What has distinguished growing American congregations from their stagnant and dwindling cousins? Some tentative answers are found in a new report from Faith Communities Today: a growing, youthful demographic setting, a multiethnic constituency, a “vital,” contemporary worship style, and a purposeful organizational disposition to grow and change. Drums and “joyful” worship often went with growth; worship described as “reverent,” unfortunately, did not often accompany numeric growth in weekly attendance (see pages 9 and 10 of the report).
Whether these recent trends are worthy of emulation is a theological and social matter the current report does not address directly. But scholars and laypeople of all stripes may find evidence to inform their perspectives. The report, covering many faiths and denominations, is based on nationwide data collected in 2005 by the Calvin College Center for Social Research.
About the data
The Faith Communities Today (FACT) research team has issued its first extended report on the 2005 FACT survey data. Authored by Kirk Hadaway of the Episcopal Church, the FACTs on Growth report notes the leading correlates (not necessarily causes!) of reported numeric growth in average attendance from 2000 to 2005.
The Center for Social Research participated in survey instrument design, implemented the design in print and on the web, built an online database of congregational contacts, collected survey data, and prepared the data for analysis, including collating and merging U.S. Census and Department of Education statistics into the data.
The complexity of joy, excitement, and reverence
Figure 15 from page 9 of the reportNestled in the report is an interesting nugget that should help nuance congregations’ responses to the study’s findings. What makes a congregation grow may depend heavily on how well its growth strategy fits its constituency; the correlates do not represent a prescription for growth, let alone a “one-size-fits-all” prescription. For example, author Hadaway notes on page 9 that congregations reporting “joyful” worship were significantly more likely to grow (see figure snapshot above), while the adjective “exciting” correlated with growth only for evangelical denominations and not for mainline congregations. “[E]xciting worship may seem to foreign or perhaps too evangelical” to mainline congregations, Hadaway writes. This kind of nuance might also explain the apparently negative association of “reverent” worship with growth found on page 10; though less reverent congregations were about twice as likely to grow as congregations reporting very reverent worship, thirty-one percent of very reverent congregations did grow. The culture of reverence may be a minority culture today, but it can still be associated with growth in many congregations.
Multivariate model identifies internal conflict as number-one growth killer
Figure 13 from page 8 of the reportHadaway reports that reverence remained a strong negative correlate of growth in multivariate models (see page 16), even after “controlling” for other factors such as location, faith tradition and initial size. But the number one growth-killer was the presence of internal conflict. He notes that numerous denomination-wide conflicts over sexuality issues probably portend continued decline in mainline congregations. The conflict issue raises a potential research question for future investigation: is the price of conflict great enough that conflicted denominations should consider policies and programs aimed at amicable separation, as well as the usual reconciliation efforts?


* _ACTIVITY_
Give the number of lines in the records below that contain the word "Skiing", and nothing more.

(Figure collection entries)
++++++

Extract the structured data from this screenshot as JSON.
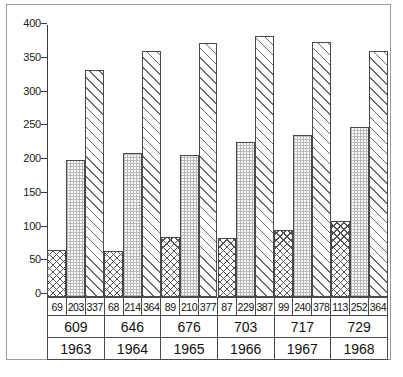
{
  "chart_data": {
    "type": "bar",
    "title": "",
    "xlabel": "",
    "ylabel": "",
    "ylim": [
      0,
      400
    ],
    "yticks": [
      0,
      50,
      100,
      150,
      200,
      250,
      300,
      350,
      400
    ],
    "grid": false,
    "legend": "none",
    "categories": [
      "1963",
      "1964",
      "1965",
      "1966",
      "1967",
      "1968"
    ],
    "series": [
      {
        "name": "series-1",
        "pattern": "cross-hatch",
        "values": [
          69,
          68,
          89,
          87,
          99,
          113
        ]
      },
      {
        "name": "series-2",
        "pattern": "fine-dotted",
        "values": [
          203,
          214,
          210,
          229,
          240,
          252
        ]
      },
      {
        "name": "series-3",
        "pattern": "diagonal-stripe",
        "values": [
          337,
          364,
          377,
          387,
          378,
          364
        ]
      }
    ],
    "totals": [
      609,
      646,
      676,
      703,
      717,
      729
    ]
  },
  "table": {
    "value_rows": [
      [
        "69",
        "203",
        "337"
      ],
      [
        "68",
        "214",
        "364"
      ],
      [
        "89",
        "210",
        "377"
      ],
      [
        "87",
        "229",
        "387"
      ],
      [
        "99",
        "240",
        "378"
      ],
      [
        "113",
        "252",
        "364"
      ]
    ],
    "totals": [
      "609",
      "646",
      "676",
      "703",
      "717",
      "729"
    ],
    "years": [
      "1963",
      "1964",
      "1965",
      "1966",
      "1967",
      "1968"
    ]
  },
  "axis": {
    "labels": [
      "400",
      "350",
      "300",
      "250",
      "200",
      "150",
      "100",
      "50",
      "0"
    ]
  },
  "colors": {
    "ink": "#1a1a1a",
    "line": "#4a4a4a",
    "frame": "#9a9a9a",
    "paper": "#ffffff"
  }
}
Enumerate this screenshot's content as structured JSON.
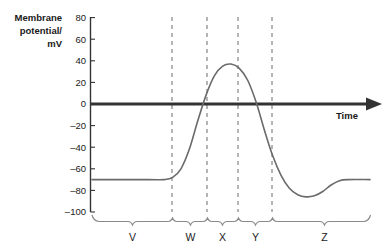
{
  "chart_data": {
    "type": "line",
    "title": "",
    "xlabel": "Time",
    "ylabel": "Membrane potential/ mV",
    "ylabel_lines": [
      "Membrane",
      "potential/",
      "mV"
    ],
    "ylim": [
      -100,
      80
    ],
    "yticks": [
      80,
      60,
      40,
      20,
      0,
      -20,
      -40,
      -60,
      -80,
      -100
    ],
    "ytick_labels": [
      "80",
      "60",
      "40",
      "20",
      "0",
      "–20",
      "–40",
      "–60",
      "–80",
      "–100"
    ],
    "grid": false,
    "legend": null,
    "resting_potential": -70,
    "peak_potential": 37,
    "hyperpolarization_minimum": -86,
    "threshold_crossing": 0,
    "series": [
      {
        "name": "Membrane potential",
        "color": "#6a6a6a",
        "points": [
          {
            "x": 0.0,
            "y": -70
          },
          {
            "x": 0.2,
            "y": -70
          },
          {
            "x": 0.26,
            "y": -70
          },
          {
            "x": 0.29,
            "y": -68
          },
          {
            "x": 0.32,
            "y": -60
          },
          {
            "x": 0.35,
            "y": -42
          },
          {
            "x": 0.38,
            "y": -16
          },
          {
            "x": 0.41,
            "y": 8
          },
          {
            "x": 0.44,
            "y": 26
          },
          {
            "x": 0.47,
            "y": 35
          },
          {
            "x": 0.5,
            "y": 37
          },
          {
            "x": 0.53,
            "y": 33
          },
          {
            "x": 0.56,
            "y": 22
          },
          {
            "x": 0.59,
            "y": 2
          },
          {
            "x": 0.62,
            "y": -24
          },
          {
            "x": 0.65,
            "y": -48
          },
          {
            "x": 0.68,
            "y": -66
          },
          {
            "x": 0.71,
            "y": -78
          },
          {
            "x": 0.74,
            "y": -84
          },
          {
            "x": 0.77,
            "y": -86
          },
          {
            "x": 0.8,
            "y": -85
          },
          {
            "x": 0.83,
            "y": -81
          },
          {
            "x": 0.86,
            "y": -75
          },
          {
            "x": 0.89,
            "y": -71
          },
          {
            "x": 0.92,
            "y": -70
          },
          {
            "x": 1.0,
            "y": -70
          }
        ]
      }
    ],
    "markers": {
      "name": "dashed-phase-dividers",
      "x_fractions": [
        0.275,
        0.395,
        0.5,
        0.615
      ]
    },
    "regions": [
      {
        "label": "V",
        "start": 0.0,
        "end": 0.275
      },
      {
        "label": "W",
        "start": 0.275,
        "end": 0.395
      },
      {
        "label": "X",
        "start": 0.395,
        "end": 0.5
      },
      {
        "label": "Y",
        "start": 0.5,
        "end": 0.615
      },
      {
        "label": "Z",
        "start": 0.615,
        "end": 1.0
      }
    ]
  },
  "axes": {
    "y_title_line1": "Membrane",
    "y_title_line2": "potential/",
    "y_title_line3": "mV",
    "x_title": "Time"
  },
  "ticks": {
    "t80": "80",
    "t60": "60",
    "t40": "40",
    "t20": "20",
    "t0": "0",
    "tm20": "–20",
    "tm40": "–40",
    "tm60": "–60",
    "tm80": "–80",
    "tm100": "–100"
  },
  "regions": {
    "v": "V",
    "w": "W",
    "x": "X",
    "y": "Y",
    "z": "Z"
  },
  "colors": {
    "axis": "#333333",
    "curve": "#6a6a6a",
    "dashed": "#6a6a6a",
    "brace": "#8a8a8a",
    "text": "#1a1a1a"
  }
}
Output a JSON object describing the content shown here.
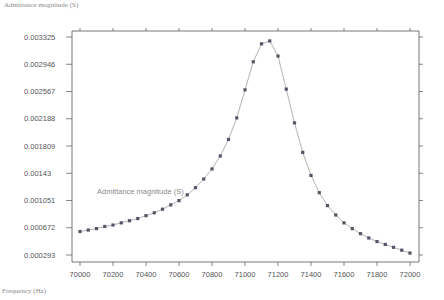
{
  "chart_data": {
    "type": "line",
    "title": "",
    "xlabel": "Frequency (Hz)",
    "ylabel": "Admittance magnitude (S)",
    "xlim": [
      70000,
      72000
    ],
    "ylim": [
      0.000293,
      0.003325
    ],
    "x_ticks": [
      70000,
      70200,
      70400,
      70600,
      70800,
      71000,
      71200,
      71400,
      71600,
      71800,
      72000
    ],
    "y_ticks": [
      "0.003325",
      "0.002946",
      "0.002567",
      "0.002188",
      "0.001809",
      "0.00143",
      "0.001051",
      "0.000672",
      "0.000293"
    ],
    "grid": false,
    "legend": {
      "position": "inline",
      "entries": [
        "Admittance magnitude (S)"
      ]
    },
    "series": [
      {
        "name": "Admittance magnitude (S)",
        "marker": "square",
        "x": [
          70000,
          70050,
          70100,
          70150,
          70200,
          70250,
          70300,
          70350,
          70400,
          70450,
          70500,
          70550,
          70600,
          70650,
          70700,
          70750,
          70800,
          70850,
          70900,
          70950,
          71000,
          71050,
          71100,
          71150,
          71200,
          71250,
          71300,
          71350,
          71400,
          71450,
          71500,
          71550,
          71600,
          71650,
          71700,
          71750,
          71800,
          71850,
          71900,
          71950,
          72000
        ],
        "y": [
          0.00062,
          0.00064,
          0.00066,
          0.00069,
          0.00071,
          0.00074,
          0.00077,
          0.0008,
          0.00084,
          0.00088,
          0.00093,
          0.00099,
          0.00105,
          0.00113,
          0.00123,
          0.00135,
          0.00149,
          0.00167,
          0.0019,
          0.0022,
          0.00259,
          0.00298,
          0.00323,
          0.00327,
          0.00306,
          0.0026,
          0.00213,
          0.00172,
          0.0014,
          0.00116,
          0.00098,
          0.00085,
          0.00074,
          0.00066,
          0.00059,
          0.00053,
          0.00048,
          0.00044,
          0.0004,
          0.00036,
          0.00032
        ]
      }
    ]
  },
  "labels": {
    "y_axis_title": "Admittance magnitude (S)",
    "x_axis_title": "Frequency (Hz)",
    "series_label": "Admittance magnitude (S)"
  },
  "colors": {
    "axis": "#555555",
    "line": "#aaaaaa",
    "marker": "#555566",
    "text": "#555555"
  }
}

++++++

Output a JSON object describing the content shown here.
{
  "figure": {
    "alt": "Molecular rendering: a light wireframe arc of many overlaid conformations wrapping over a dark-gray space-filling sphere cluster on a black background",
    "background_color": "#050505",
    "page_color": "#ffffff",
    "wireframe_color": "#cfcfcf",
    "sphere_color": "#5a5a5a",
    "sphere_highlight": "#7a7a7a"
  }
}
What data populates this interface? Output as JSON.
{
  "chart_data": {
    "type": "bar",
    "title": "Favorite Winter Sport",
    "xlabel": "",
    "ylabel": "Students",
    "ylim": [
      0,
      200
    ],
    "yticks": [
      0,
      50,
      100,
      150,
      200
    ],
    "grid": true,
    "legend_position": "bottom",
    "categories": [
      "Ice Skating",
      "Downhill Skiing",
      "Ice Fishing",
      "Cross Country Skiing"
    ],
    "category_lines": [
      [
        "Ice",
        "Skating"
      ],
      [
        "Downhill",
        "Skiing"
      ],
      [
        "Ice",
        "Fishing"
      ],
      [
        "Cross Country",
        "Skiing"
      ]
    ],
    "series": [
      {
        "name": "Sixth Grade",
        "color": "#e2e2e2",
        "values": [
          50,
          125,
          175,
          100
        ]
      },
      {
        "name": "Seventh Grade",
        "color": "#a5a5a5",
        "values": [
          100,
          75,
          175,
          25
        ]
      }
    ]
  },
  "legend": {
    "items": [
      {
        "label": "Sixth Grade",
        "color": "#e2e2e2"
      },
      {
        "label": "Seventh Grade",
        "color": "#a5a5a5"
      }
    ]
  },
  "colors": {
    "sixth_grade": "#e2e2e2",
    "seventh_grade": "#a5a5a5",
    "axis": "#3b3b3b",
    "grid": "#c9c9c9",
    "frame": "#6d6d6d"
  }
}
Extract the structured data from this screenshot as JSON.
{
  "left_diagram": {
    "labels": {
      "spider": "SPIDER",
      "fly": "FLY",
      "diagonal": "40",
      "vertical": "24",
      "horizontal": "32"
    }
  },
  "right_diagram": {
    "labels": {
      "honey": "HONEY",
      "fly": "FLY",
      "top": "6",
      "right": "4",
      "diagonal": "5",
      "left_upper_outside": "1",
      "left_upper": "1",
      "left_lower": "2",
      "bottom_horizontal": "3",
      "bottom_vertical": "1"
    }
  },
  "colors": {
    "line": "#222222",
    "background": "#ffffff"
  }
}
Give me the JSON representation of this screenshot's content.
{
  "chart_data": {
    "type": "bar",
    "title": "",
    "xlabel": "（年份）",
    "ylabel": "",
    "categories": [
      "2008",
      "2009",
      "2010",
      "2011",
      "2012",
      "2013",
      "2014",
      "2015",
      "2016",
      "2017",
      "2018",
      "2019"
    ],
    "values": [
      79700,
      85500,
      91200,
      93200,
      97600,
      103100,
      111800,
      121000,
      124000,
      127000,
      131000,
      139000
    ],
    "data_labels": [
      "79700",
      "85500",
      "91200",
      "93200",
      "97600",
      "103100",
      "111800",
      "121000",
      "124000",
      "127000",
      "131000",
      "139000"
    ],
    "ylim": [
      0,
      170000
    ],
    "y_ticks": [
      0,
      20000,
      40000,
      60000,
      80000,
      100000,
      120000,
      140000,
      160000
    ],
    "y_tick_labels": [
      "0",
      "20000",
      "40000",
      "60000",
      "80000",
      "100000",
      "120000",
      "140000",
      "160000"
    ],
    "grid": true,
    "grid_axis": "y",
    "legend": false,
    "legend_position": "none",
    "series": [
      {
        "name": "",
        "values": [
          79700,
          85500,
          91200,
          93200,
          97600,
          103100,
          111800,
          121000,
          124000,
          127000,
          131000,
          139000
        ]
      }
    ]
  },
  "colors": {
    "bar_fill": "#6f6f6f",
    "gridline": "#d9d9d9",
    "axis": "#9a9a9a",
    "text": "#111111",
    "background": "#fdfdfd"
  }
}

++++++

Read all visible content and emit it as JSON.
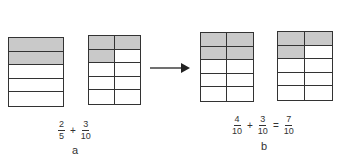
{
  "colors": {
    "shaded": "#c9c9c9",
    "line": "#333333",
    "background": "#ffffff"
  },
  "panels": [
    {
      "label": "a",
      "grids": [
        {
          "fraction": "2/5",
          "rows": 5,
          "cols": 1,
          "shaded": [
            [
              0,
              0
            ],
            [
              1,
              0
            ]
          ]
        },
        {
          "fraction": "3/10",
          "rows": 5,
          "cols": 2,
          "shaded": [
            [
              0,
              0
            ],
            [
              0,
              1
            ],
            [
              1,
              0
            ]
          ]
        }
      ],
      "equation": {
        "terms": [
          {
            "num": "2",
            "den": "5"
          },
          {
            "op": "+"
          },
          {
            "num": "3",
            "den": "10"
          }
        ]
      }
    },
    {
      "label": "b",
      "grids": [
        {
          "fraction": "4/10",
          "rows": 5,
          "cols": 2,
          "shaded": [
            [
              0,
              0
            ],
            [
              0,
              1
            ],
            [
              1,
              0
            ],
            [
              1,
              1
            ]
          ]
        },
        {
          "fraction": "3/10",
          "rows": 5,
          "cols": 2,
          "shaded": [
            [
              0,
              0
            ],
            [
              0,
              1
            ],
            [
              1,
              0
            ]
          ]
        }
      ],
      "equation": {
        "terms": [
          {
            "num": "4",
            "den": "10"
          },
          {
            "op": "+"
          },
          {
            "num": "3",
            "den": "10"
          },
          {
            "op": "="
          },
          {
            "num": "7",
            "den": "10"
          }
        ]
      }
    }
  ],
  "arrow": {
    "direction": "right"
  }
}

++++++

* _EXERCISE RESULT_
4